At yesterday’s White House press conference, the [tag]president[/tag] used one word 11 times in describing his proposal for interrogating detainees. See if you can spot it.
“What I’m proposing is that there be [tag]clarity[/tag] in the law so that our professionals will have no doubt that that which they are doing is legal…. The professionals will not step up unless there’s clarity in the law…. We’re trying to [tag]clarify[/tag] law…. The point is that the program is not going to go forward if our professionals do not have clarity in the law. And the best way to provide clarity in the law is to make sure the Detainee Treatment Act is the crux of the law.”
And on and on it went. It’s almost as if Karl Rove conducted some poll saying that people would be more inclined to tolerate the president undermining the [tag]Geneva Conventions[/tag] is they believes Common Article III is too vague.
The irony, of course, is that the White House isn’t trying to add “clarity” to anything.
[T]he senior official who addressed the legal issue yesterday said the standard the administration prefers is “context-sensitive,” a phrase that suggests an endlessly shifting application of the rules.

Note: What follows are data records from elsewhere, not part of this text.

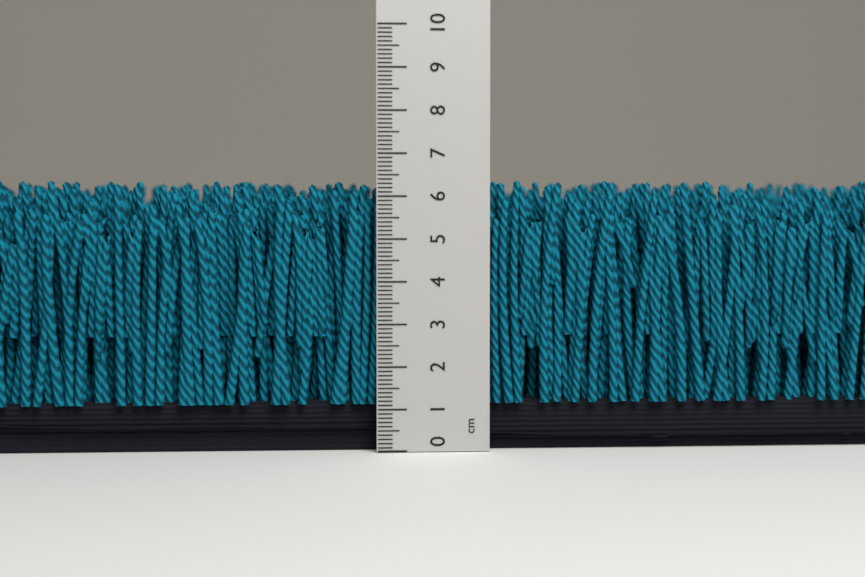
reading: 6.4 cm
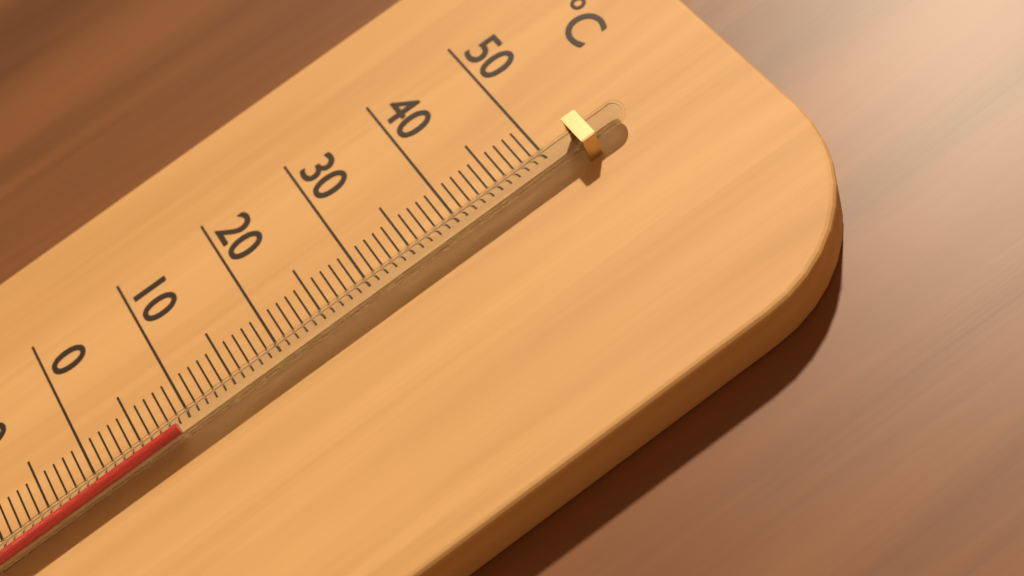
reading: 9 °C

The reason is that the administration’s language would in effect ban only those interrogation techniques that “shock the conscience.” That phrase, drawn from a judicial interpretation of the U.S. Constitution, is a “flexible” standard, the official said. Others have said that standard would allow interrogators to weigh how urgently they felt they needed to extract information against the harshness of their techniques, instead of following rigid guidelines.
The official did not try to explain how embracing such an inherently flexible standard would actually create clarity, the watchword of the administration’s public campaign for its version of the bill.
You see, U.S. officials will have “clarity” if they have amorphous rules, open to interpretation, that mean different things under different circumstances. When [tag]Bush[/tag] emphasizes “clarity,” this is what he means.
It’s just another day in Bushville, where up is down, black is white, war is peace, and ambiguity is clarity.